Opinion | Kamala Harris Said She Owns a Gun for a Very Strategic Reason

At the presidential debate and on the campaign trail, Kamala Harris has hardly sounded like the Marxist or the Communist that Donald Trump has accused her of being.She hasn’t even sounded particularly progressive.

At various times, she has said that she backs fracking, taunted Mr.Trump for his weakness in the face of dictators and bragged about owning a gun — going so far as to tell Oprah Winfrey, “if someone breaks in my house, they’re getting shot.”What she has been doing is a ruthlessly effective example of vice signaling from the left: deviating in memorable ways from the “virtue signaling” that has come to define Democrats in the eyes of many Americans.

“Virtue” and “vice” here are not to be taken literally.Rather, they refer to the world as seen through the rigid beliefs and commitments of college-educated whites, a narrow yet influential slice of the Democratic coalition whose views of what constitutes virtue are not necessarily shared by most Americans and who police any deviations as vice.

Yet it is precisely those breaks from the fold that signal something powerful to the average voter.Vice signaling is not just a tactic, but a way to resolve a paradox that has dogged Democrats for a decade: Many Democratic policy positions are popular, but when it comes to ideology, most American voters feel closer to Republicans.President Biden pursued and enacted popular policies, yet his approval ratings have been historically low.

Asked to place themselves on an ideological scale, more Americans see Mr.Biden as too liberal than see Mr.

Trump as too conservative.Nor is this tendency isolated to Mr.

Biden: More Americans place themselves closer to Mr.Trump than to Ms.

Harris on ideology, and in 2016, voters saw Mr.Trump as more moderate than Hillary Clinton.The reason is that despite embracing many popular policies, Democrats have fallen out of step with the American people on something larger: their approach to the world.

Americans are mav...

Read More 
PaprClips
Disclaimer: This story is auto-aggregated by a computer program and has not been created or edited by PaprClips.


YOUR GOAL |
Repeat the listing exactly. The images do not belong in the copy.

§

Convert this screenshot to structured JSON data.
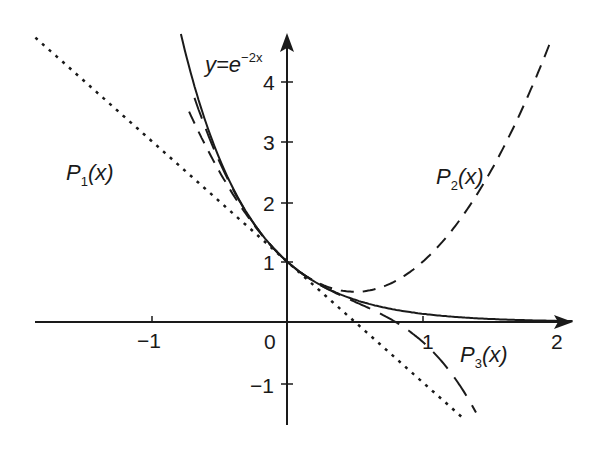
{
  "chart_data": {
    "type": "line",
    "title": "",
    "xlabel": "",
    "ylabel": "",
    "xlim": [
      -2.1,
      2.1
    ],
    "ylim": [
      -1.7,
      4.8
    ],
    "grid": false,
    "x_ticks": [
      "-1",
      "0",
      "1",
      "2"
    ],
    "y_ticks": [
      "-1",
      "1",
      "2",
      "3",
      "4"
    ],
    "annotations": [
      {
        "text": "y=e^{-2x}",
        "at": [
          -0.55,
          4.5
        ]
      },
      {
        "text": "P1(x)",
        "at": [
          -1.65,
          2.5
        ]
      },
      {
        "text": "P2(x)",
        "at": [
          1.25,
          2.5
        ]
      },
      {
        "text": "P3(x)",
        "at": [
          1.3,
          -0.55
        ]
      }
    ],
    "series": [
      {
        "name": "y=e^{-2x}",
        "style": "solid",
        "formula": "exp(-2x)",
        "x": [
          -0.75,
          -0.5,
          -0.25,
          0,
          0.25,
          0.5,
          0.75,
          1.0,
          1.25,
          1.5,
          2.0
        ],
        "values": [
          4.48,
          2.72,
          1.65,
          1.0,
          0.61,
          0.37,
          0.22,
          0.14,
          0.08,
          0.05,
          0.02
        ]
      },
      {
        "name": "P1(x)",
        "style": "dotted",
        "formula": "1-2x",
        "x": [
          -1.85,
          -1,
          0,
          1,
          1.29
        ],
        "values": [
          4.7,
          3.0,
          1.0,
          -1.0,
          -1.58
        ]
      },
      {
        "name": "P2(x)",
        "style": "short-dash",
        "formula": "1-2x+2x^2",
        "x": [
          -0.7,
          -0.5,
          0,
          0.5,
          1.0,
          1.5,
          1.93
        ],
        "values": [
          3.38,
          2.5,
          1.0,
          0.5,
          1.0,
          2.5,
          4.59
        ]
      },
      {
        "name": "P3(x)",
        "style": "long-dash",
        "formula": "1-2x+2x^2-(4/3)x^3",
        "x": [
          -0.65,
          -0.5,
          0,
          0.5,
          1.0,
          1.38
        ],
        "values": [
          3.51,
          2.67,
          1.0,
          0.33,
          -0.33,
          -1.45
        ]
      }
    ]
  },
  "labels": {
    "func_y": "y=e",
    "func_exp": "−2x",
    "p1_main": "P",
    "p1_sub": "1",
    "p1_tail": "(x)",
    "p2_main": "P",
    "p2_sub": "2",
    "p2_tail": "(x)",
    "p3_main": "P",
    "p3_sub": "3",
    "p3_tail": "(x)",
    "x_tick_m1": "−1",
    "x_tick_0": "0",
    "x_tick_1": "1",
    "x_tick_2": "2",
    "y_tick_m1": "−1",
    "y_tick_1": "1",
    "y_tick_2": "2",
    "y_tick_3": "3",
    "y_tick_4": "4"
  }
}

§

TASK SOLUTION |
Convert this screenshot to structured JSON data.
{
  "chart_data": {
    "type": "line",
    "title": "",
    "xlabel": "",
    "ylabel": "",
    "xlim": [
      -2.1,
      2.1
    ],
    "ylim": [
      -1.7,
      4.8
    ],
    "grid": false,
    "x_ticks": [
      "-1",
      "0",
      "1",
      "2"
    ],
    "y_ticks": [
      "-1",
      "1",
      "2",
      "3",
      "4"
    ],
    "annotations": [
      {
        "text": "y=e^{-2x}",
        "at": [
          -0.55,
          4.5
        ]
      },
      {
        "text": "P1(x)",
        "at": [
          -1.65,
          2.5
        ]
      },
      {
        "text": "P2(x)",
        "at": [
          1.25,
          2.5
        ]
      },
      {
        "text": "P3(x)",
        "at": [
          1.3,
          -0.55
        ]
      }
    ],
    "series": [
      {
        "name": "y=e^{-2x}",
        "style": "solid",
        "formula": "exp(-2x)",
        "x": [
          -0.75,
          -0.5,
          -0.25,
          0,
          0.25,
          0.5,
          0.75,
          1.0,
          1.25,
          1.5,
          2.0
        ],
        "values": [
          4.48,
          2.72,
          1.65,
          1.0,
          0.61,
          0.37,
          0.22,
          0.14,
          0.08,
          0.05,
          0.02
        ]
      },
      {
        "name": "P1(x)",
        "style": "dotted",
        "formula": "1-2x",
        "x": [
          -1.85,
          -1,
          0,
          1,
          1.29
        ],
        "values": [
          4.7,
          3.0,
          1.0,
          -1.0,
          -1.58
        ]
      },
      {
        "name": "P2(x)",
        "style": "short-dash",
        "formula": "1-2x+2x^2",
        "x": [
          -0.7,
          -0.5,
          0,
          0.5,
          1.0,
          1.5,
          1.93
        ],
        "values": [
          3.38,
          2.5,
          1.0,
          0.5,
          1.0,
          2.5,
          4.59
        ]
      },
      {
        "name": "P3(x)",
        "style": "long-dash",
        "formula": "1-2x+2x^2-(4/3)x^3",
        "x": [
          -0.65,
          -0.5,
          0,
          0.5,
          1.0,
          1.38
        ],
        "values": [
          3.51,
          2.67,
          1.0,
          0.33,
          -0.33,
          -1.45
        ]
      }
    ]
  },
  "labels": {
    "func_y": "y=e",
    "func_exp": "−2x",
    "p1_main": "P",
    "p1_sub": "1",
    "p1_tail": "(x)",
    "p2_main": "P",
    "p2_sub": "2",
    "p2_tail": "(x)",
    "p3_main": "P",
    "p3_sub": "3",
    "p3_tail": "(x)",
    "x_tick_m1": "−1",
    "x_tick_0": "0",
    "x_tick_1": "1",
    "x_tick_2": "2",
    "y_tick_m1": "−1",
    "y_tick_1": "1",
    "y_tick_2": "2",
    "y_tick_3": "3",
    "y_tick_4": "4"
  }
}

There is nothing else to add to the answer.